- Author
- Ogle, Brian
- Subjects
- History - general
- Tags
-
- RAN Ships
- None noted.
- Publication
- June 1997 edition of the Naval Historical Review (all rights reserved)
Labour used the naval financing debates from 1901 to 1909 as a platform for the reformation of the taxation system. It was a ploy most intelligently played and in the end successful.
It is interesting that McDonald and Page were both Queenslanders. Other speakers in favour of an Australian Navy, bought and paid for with Australian funds, were Mr Paterson (Capricornia) Labour and Sir Littleton Groom (Darling Downs) Liberal, protectionist, barrister, educated University of Melbourne, devout Anglican. His family owned the Toowoomba Chronicle. Groom’s comprehensive contribution to the Naval Agreement debate included:
“I believe that reliance on a foreign power, or even upon the mother country, will degrade us”. .. “In case of war, we can keep the Empire by showing our ability to stand alone“. (Reps. Debate, p.2257).
Groom appears to have lacked the faith in the protective might of the Motherland:
“We know that a change has come over the spirit of British statesmen in regard to the colonies. No longer the tone of Empire but of:- “A sinking land, some third-rate isle half lost among her seas“. (Ibid., p.2257).
He was as utterly opposed to the Naval Agreement Bill as were the Labour Party Queenslanders.
Indications are that Queenslanders then were as anti-Imperialist control as subsequently, under Bjelke Petersen, they were anti-Canberra. Remember that in 1883 they had annexed South-East New Guinea in the face of British opposition, had raised the roof about the British Gift of the New Hebrides to France and the British acquiescence of German occupation of NW New Guinea. Despite the stubbornness of Queensland opposition the Agreement was passed and the sum of £200,000 per annum for a period of 10 years was appropriated from excise and customs revenue.
It was a pyrrhic victory for the Government. A.W. Jose (p.xxii) says: “... the prestige of the ministry was impaired; at the ensuing elections several of its candidates were defeated because of their action in voting for the new arrangement“.
On September 23, 1903, Edmund Barton, himself, resigned as Prime Minister accepting medical advice “…to diminish the excessive amount of strain which at present bears on you”. Pushing the Imperial/Admiralty barrow against strong public opinion, including that of his loyal deputy, Alfred Deakin, was a prime cause of Barton’s collapse.
In the Validation Act Appended to the Naval Agreement Bill there was inserted a clause whereby, “purely Australian naval defence forces” were to be maintained in addition to the new Imperial squadron. Such Australian forces, said the Act, ships and armament as may be approved by parliament shall be maintained by the Commonwealth and be solely under its control”. This Australian force was composed of the units previously owned by the Colonies and purchased by the new Commonwealth within the bounds of the Consolidated Revenue Act. No. 17 of 1902, wherein £787,151 was appropriated for defence.
Deakin succeeded Barton, Watson was the first Labour P.M. for a few months then Reid hoisted his pennant. These ministries were shaky and short lived. The only constant was the beavering of Queenslanders on the naval question. Sir Samuel Griffiths ex Queensland Premier and first Chief Justice of the High Court encouraged Captain Creswell, former commander of the Queensland Navy, to submit plans and costs for the establishment of a modern centralised squadron. Two million pounds sterling Creswell (now elevated to flag rank by George Reid) reckoned would buy 3 cruiser destroyers of 3,000 tons each, 16 torpedo-boat destroyers of 550 tons each and five first-class and eight second-class torpedo boats. This was 1905 and with Mr Deakin again on the bridge, Creswell was dispatched to London ostensibly to study naval developments but more likely to cool public criticism. That the demand for action, for confrontation with the Imperial government was rising, is evidenced in debates which quote Brisbane Mail, The Sydney Morning Herald and Melbourne Age editorials highly critical of shilly-shallying in the face of the Japanese victory over Russia which had completely altered the balance of power in Asia and the Pacific.
Deakin, later in the year, did voice Australian opinion by pointing out to the Imperial Government that the 1902 Agreement was not working. Speaking of the £200,000 a year paid to Admiralty, Deakin, known as the prince of compromise, dented his reputation by stating:
“No Commonwealth patriotism is aroused while we merely supply funds that disappear in the general expenditure of the Admiralty“. (Jose p.xxv).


### EXERCISE DESCRIPTION
Write out the records that follow exactly. Do not include pictures.

[Dataset items]
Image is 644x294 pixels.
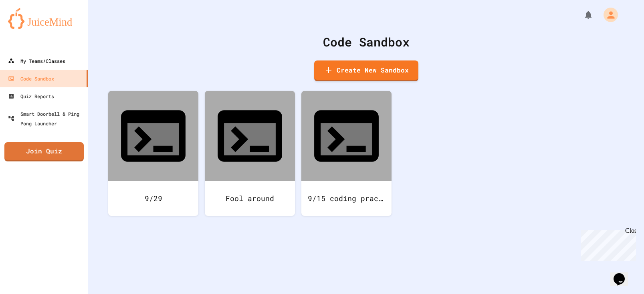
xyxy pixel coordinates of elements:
[205,181,295,216] div: Fool around
[8,56,65,66] div: My Teams/Classes
[301,91,391,216] a: 9/15 coding practice
[8,74,54,83] div: Code Sandbox
[3,3,55,51] div: Chat with us now!Close
[569,8,595,21] div: My Notifications
[595,6,620,24] div: My Account
[301,181,391,216] div: 9/15 coding practice
[314,61,419,81] a: Create New Sandbox
[8,8,80,29] img: logo-orange.svg
[108,181,198,216] div: 9/29
[205,91,295,216] a: Fool around
[8,91,54,101] div: Quiz Reports
[108,33,624,51] div: Code Sandbox
[4,142,84,161] a: Join Quiz
[108,91,198,216] a: 9/29
[8,109,85,128] div: Smart Doorbell & Ping Pong Launcher
[578,227,636,261] iframe: chat widget
[610,262,636,286] iframe: chat widget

### EXERCISE RESPONSE
Image is 644x294 pixels.
xyxy pixel coordinates of elements:
[205,181,295,216] div: Fool around
[8,56,65,66] div: My Teams/Classes
[301,91,391,216] a: 9/15 coding practice
[8,74,54,83] div: Code Sandbox
[3,3,55,51] div: Chat with us now!Close
[569,8,595,21] div: My Notifications
[595,6,620,24] div: My Account
[301,181,391,216] div: 9/15 coding practice
[314,61,419,81] a: Create New Sandbox
[8,8,80,29] img: logo-orange.svg
[108,181,198,216] div: 9/29
[205,91,295,216] a: Fool around
[8,91,54,101] div: Quiz Reports
[108,33,624,51] div: Code Sandbox
[4,142,84,161] a: Join Quiz
[108,91,198,216] a: 9/29
[8,109,85,128] div: Smart Doorbell & Ping Pong Launcher
[578,227,636,261] iframe: chat widget
[610,262,636,286] iframe: chat widget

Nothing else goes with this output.